Coffee Brewing: Extraction Yield & Strength
Two brews can share the same extraction yield and strength — yet taste entirely different. Why? As discussed in Interpreting Roast Color, roasting development influences solubility. The degree of solubility determines how much material can be dissolved into the brew - lipids, acids, caffeine, and melanoidins that shape sensory perception. Extraction yield is not a quality score. It is a measure of dissolved material relative to the dose of ground coffee.
Consider 30g of coffee and a 1:17 coffee to water brewing ratio. After accounting for retention the final beverage weight is near 450ml. Measuring the concentration of the beverage provides enough information to determine the extraction yield. As an example, 1.30% beverage concentration is another way of saying 5.85g of coffee solids are dissolved in 444.15ml of water. This means 19.5% of the original 30g of coffee was extracted.

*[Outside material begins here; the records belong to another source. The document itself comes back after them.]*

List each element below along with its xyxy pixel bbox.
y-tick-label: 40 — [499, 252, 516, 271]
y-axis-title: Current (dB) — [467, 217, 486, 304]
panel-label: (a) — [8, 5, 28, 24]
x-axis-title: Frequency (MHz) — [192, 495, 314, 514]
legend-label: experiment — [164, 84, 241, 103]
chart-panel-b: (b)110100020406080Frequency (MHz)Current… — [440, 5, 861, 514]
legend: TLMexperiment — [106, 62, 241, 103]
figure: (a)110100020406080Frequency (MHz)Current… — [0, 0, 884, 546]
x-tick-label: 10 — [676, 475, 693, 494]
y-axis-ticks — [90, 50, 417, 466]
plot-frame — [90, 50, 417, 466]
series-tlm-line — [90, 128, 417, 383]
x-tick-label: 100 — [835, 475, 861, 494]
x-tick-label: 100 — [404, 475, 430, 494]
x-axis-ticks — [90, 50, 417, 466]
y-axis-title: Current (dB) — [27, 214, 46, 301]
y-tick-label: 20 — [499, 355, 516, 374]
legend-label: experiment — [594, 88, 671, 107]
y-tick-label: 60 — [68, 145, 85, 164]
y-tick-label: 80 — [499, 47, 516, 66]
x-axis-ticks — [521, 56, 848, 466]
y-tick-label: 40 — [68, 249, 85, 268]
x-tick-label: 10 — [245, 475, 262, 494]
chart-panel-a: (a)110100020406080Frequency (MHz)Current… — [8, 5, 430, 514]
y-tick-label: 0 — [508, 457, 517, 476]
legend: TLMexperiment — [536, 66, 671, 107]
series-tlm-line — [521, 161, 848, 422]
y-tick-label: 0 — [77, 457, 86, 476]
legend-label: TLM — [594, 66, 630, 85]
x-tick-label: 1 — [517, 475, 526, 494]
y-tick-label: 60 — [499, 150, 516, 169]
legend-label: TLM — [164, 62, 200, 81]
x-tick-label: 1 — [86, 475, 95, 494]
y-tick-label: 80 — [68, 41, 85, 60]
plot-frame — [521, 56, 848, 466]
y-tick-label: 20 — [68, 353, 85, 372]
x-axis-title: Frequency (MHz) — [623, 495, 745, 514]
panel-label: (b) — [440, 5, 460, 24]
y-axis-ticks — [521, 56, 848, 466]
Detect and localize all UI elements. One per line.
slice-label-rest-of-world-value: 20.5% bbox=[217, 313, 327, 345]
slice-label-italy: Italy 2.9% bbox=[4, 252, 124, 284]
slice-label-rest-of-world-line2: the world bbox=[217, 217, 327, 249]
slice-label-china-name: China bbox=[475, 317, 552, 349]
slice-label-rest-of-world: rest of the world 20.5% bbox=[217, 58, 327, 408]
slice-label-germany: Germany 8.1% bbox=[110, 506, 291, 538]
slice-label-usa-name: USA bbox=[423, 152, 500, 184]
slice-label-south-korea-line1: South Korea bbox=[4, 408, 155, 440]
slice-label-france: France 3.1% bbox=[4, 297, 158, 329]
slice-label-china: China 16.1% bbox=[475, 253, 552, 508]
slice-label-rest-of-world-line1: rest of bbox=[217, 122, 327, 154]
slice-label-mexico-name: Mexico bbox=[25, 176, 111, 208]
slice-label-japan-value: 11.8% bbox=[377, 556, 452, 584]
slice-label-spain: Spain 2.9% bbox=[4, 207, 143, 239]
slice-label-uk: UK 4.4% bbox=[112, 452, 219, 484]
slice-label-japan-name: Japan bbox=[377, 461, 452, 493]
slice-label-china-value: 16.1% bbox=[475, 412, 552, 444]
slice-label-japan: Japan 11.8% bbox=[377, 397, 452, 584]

This foundational concept is the work of Dr. Ernest Earl Lockhart who designed the first Brewing Control Chart (1957) aimed at identifying consumer preferences and ideal filter coffee recipes. This chart recommends an extraction yield between 18 – 22% and a brew strength between 1.15 – 1.35%. In the chart below this is referred to as Ideal/Optimum Balance. To achieve these results would require certain coffee:water ratios (1:16 – 1:20). However, it reflects assumptions about roast style and consumer preference from a different era. The model described what people liked, not what coffee is capable of.
Since 1957 the advancements of roasting and grinding technology have improved. It is now easier than ever to roast consistently and achieve greater particle uniformity. All of these conditions would point towards the possibility of yielding higher, more even extractions. However, it is difficult to note if this trend is taking place when measurement culture has not evolved at the same pace.

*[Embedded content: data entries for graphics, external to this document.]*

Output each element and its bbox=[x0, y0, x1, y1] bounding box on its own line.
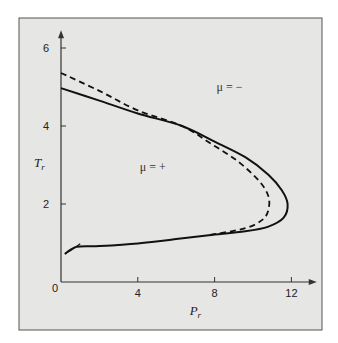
origin-label: 0 bbox=[52, 282, 58, 294]
x-tick-label: 8 bbox=[212, 287, 218, 299]
chart-panel bbox=[19, 18, 322, 330]
y-tick-label: 6 bbox=[43, 42, 49, 54]
y-tick-label: 4 bbox=[43, 120, 49, 132]
region-label-positive: μ = + bbox=[140, 160, 166, 174]
y-tick-label: 2 bbox=[43, 198, 49, 210]
x-tick-label: 4 bbox=[135, 287, 141, 299]
chart: 48122460PrTrμ = +μ = − bbox=[0, 0, 338, 343]
region-label-negative: μ = − bbox=[217, 80, 243, 94]
x-tick-label: 12 bbox=[285, 287, 297, 299]
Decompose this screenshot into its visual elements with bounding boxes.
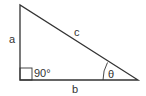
triangle-diagram [0,0,146,96]
right-angle-label: 90° [34,68,51,79]
right-angle-marker [20,68,32,80]
angle-arc [103,63,108,81]
side-a-label: a [9,34,15,45]
theta-label: θ [108,69,114,80]
side-c-label: c [74,27,80,38]
side-b-label: b [72,84,78,95]
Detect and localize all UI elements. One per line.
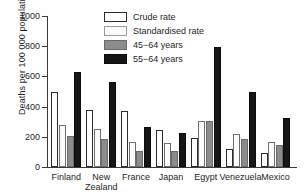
bar	[129, 142, 136, 167]
x-axis-line	[47, 167, 297, 168]
x-axis-label: Mexico	[247, 172, 304, 182]
bar	[101, 139, 108, 167]
y-tick-label: 600	[4, 72, 40, 81]
bar	[74, 72, 81, 167]
legend-item: 45−64 years	[104, 39, 204, 50]
bar	[283, 118, 290, 167]
bar	[121, 111, 128, 167]
bar	[276, 145, 283, 167]
bar	[171, 151, 178, 167]
bar	[109, 82, 116, 167]
y-tick-mark	[42, 167, 47, 168]
y-tick-mark	[42, 46, 47, 47]
bar	[268, 142, 275, 167]
bar	[164, 143, 171, 167]
legend-label: Standardised rate	[133, 26, 204, 36]
bar	[144, 127, 151, 167]
legend-label: 55−64 years	[133, 54, 183, 64]
bar-group	[226, 16, 256, 167]
bar	[226, 149, 233, 167]
bar-chart-figure: Deaths per 100 000 population 0200400600…	[0, 0, 304, 194]
bar	[198, 121, 205, 167]
legend-item: Standardised rate	[104, 25, 204, 36]
y-tick-mark	[42, 137, 47, 138]
bar	[59, 125, 66, 167]
y-tick-mark	[42, 16, 47, 17]
bar	[136, 151, 143, 167]
bar-group	[51, 16, 81, 167]
bar	[67, 136, 74, 167]
x-axis-label-line: Mexico	[261, 172, 290, 182]
bar	[241, 139, 248, 167]
bar	[214, 47, 221, 167]
legend-swatch	[104, 26, 127, 36]
bar	[191, 138, 198, 167]
bar	[206, 121, 213, 167]
y-axis-line	[47, 16, 48, 168]
bar-group	[261, 16, 291, 167]
bar	[179, 133, 186, 167]
bar	[249, 92, 256, 168]
legend-label: Crude rate	[133, 12, 176, 22]
bar	[156, 130, 163, 167]
y-tick-label: 800	[4, 42, 40, 51]
legend-item: Crude rate	[104, 11, 204, 22]
legend-swatch	[104, 40, 127, 50]
y-tick-label: 0	[4, 163, 40, 172]
bar	[86, 110, 93, 167]
bar	[94, 129, 101, 168]
legend-swatch	[104, 54, 127, 64]
bar	[51, 92, 58, 167]
legend-swatch	[104, 12, 127, 22]
y-tick-label: 400	[4, 102, 40, 111]
y-tick-mark	[42, 76, 47, 77]
y-tick-mark	[42, 107, 47, 108]
y-tick-label: 1000	[4, 12, 40, 21]
x-axis-label-line: Zealand	[72, 182, 130, 192]
legend-item: 55−64 years	[104, 53, 204, 64]
bar	[261, 153, 268, 167]
bar	[233, 134, 240, 167]
chart-legend: Crude rateStandardised rate45−64 years55…	[104, 11, 204, 64]
y-tick-label: 200	[4, 132, 40, 141]
legend-label: 45−64 years	[133, 40, 183, 50]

In 2023 the Specialty Coffee Association released an updated Brewing Control Chart based on research conducted at UC Davis. Unlike Lockhart’s original model, which defined a single “ideal” zone, the revised chart maps consumer preference across a wider range of extraction yields and brew strengths. The findings suggest that there is no universal sweet spot — rather, distinct clusters of preference exist. Some consumers favor higher strength and higher extraction brews with greater body and bitterness tolerance, while others prefer lower strength, sweeter, and more delicate cups.
However, even this updated model centers brewing variables — extraction yield and strength — without accounting for differences in roast development, soluble potential, or coffee chemistry. Two coffees brewed to the same 19.5% extraction and 1.30% strength may taste dramatically different depending on how well they were developed in the roaster, growing conditions at origin, and post-harvest fermentation practices. Take for instance a naturally processed coffee roasted to end temperature 240°C - an extraction at 17% would still have bitter & roasted attributes because those compounds were formed during roast development, not during brewing.
These studies remind professionals that every strength and extraction combination implies a specific ratio — whether we calculate it or not. Extraction yield and strength describe brewing outcomes — but they do not define flavor quality independently of roast development and soluble potential.